Advertisement

SOCCER / GRAHAME L. JONES : North Carolina Women Tie, Streak Broken at 92

Share

It had to end sometime and Sunday was that time.

The University of North Carolina women’s soccer team, which had won 92 consecutive games, finally met its match.

The fact that it was Notre Dame that ended the Tar Heels’ record streak should not have come as any surprise to UNC Coach Anson Dorrance.

It was Notre Dame that ended the UCLA men’s basketball team’s NCAA-record 88-game winning streak set between 1971-’74, so the Irish have a history of playing the spoiler.

Advertisement

On Sunday, Notre Dame held North Carolina to a 0-0 tie after overtime in St. Louis to snap the longest winning streak in college sports history.

“If you look at us five years ago, or even four years ago, we didn’t belong on the field with North Carolina,” said Notre Dame Coach Chris Petrucelli. “Even last year, we couldn’t stay with them.”

But North Carolina, which has won eight consecutive NCAA championships and 12 of the last 13 titles, still has one streak going.

The Tar Heels, whose teams features many of the players on the defending world champion U.S. women’s national team, are unbeaten in 97 games since tying Central Florida in 1990.

The goal of 100 still is within reach.

*

U.S. national team defender and former UCLA star Mike Lapper set a record of sorts in his debut for VfL Wolfsburg of the German second division.

Playing against Fortuna Koln, the 23-year-old scored a goal on his first shot in the league when he fired home a deflected corner kick.
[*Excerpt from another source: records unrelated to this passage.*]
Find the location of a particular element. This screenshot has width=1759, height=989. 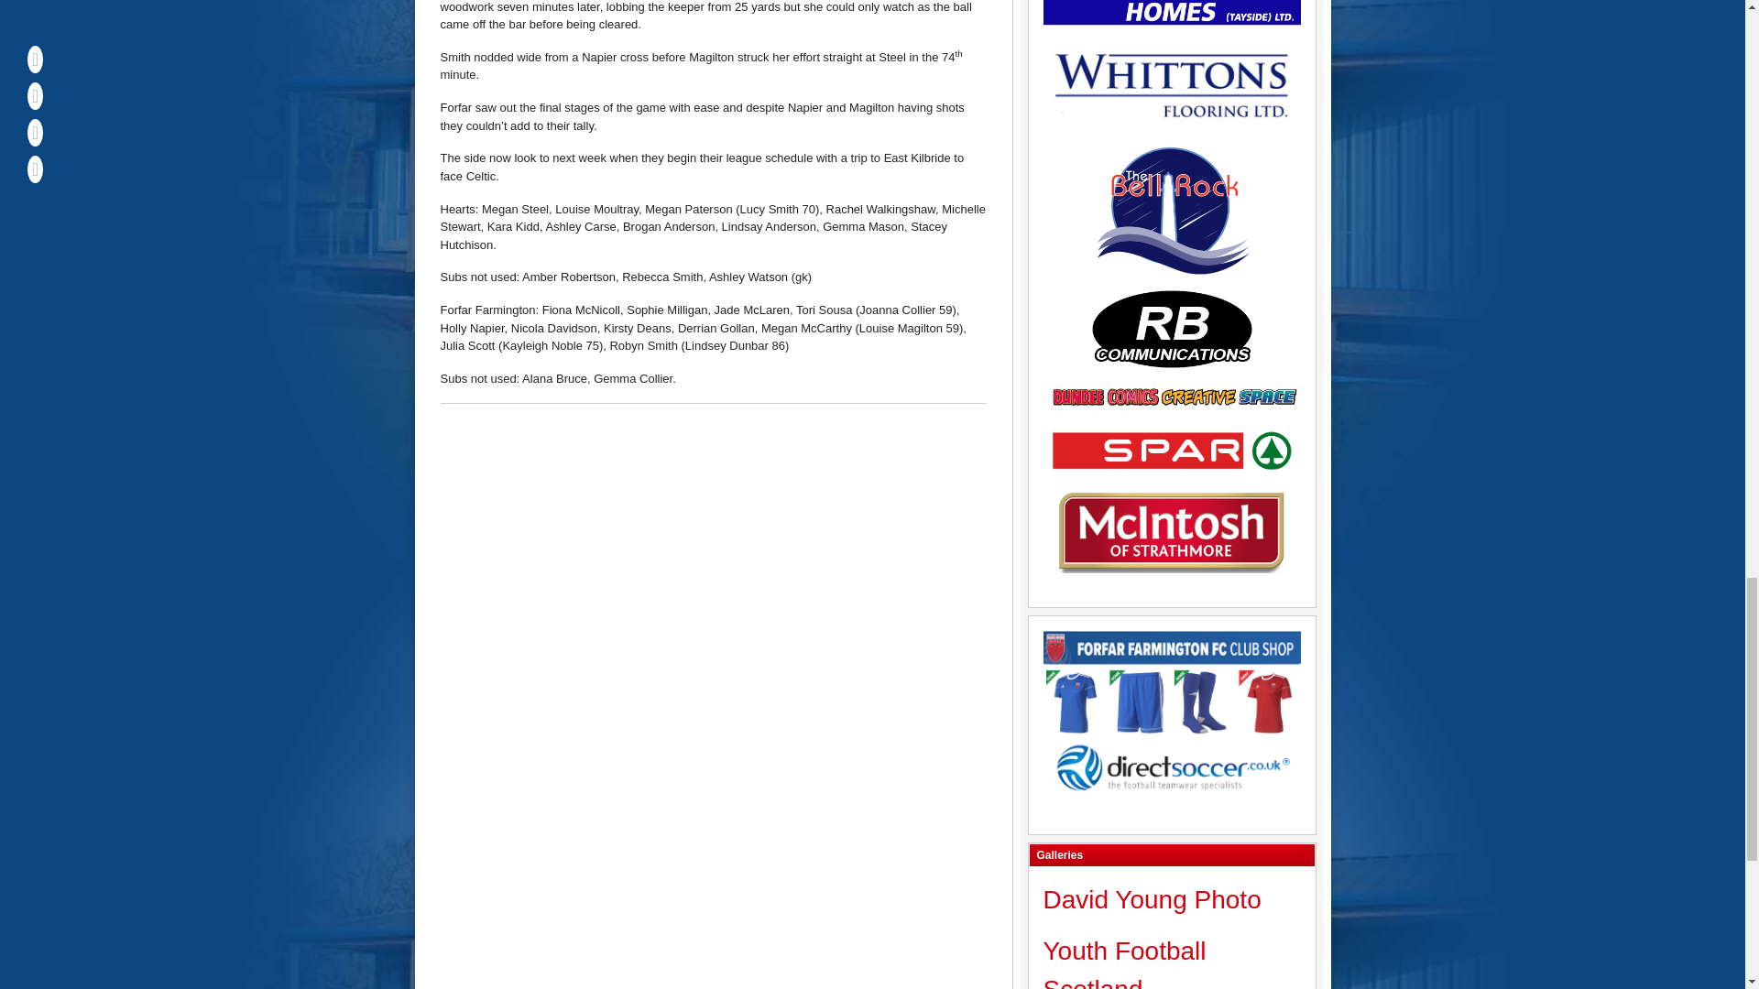

GuildHomesLtd is located at coordinates (1171, 15).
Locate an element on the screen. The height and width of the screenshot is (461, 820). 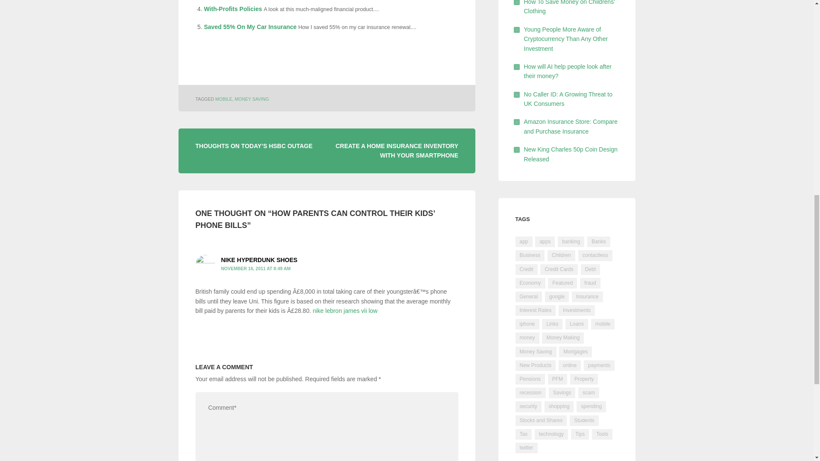
With-Profits Policies is located at coordinates (233, 9).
First-place Wolfsburg won, 3-0.

Advertisement

Lapper’s performance earned him a spot on Kicker magazine’s team of the week.

*

Anghel Iordanescu, Romania’s national team coach who led his country into the quarterfinals of the World Cup, has been rewarded, sort of.

Iordanescu has been promoted from colonel to major general in the Romanian army.

*

Colombian prosecutors have been unable to uncover sufficient evidence to keep two men in prison on suspicion of ordering the murder of World Cup team defender Andres Escobar.

The men have been released on bail, but Umberto Munoz Castre, the man accused of committing the murder, remains behind bars in Bogota awaiting trial.

*

Miguel Kodja Neto, the president of the Brazilian club Santos, is having second thoughts about his criticism of Pele.

Neto fired Pele from his position as “international adviser” to the club he helped make world famous in the 1960s after the two had disagreed over Pele’s role at the club.

“He just comes here as a visitor and all he does is complain,” Neto said.

In a show of solidarity with Pele, the rest of the Santos board of directors immediately resigned, leaving Neto to run the club on his own.

Advertisement

*

Santos has been in the news for all the wrong reasons lately.

First there was the incident with the club’s fiery coach, Serginho, who was fined $50,000 for an on-field incident after Santos had been beaten, 4-0, by Guarini.

Walking past the Guarini bench on his way back to the locker room, Serginho kicked a Guarini club official in the groin after the man allegedly had called him a “cowardly pig.”

Then, during another match against Vasco da Gama in Rio de Janeiro, Santos fans became involved in a brawl, the highlight of which, for neutral observers, was a Brazilian policeman being bitten by his own dog while trying to quell the riot.

*

From the “what goes around, comes around” department: Leonardo, the Brazilian player whose dangerously thrown elbow felled U.S. midfielder Tab Ramos in the World Cup, has found himself on the receiving end of an opponent’s anger.

Playing for his new club, the Kashima Antlers in Japan’s J-League, Leonardo was sent writhing to the ground in agony after a hard tackle by an Urawa Reds’ player.

The tackle injured Leonardo’s right knee, which will require surgery and will keep him sidelined for two months or more.

Advertisement

The get-well card from Ramos is in the mail.

*

Mexico’s World Cup coach, Miguel Mejia Baron, has been given a new, four-year contract that will run through the 1998 World Cup in France.

Under terms of the agreement, Mejia Baron also will have charge of Mexico’s 1996 Olympic, Under-20 and Under-17 national teams.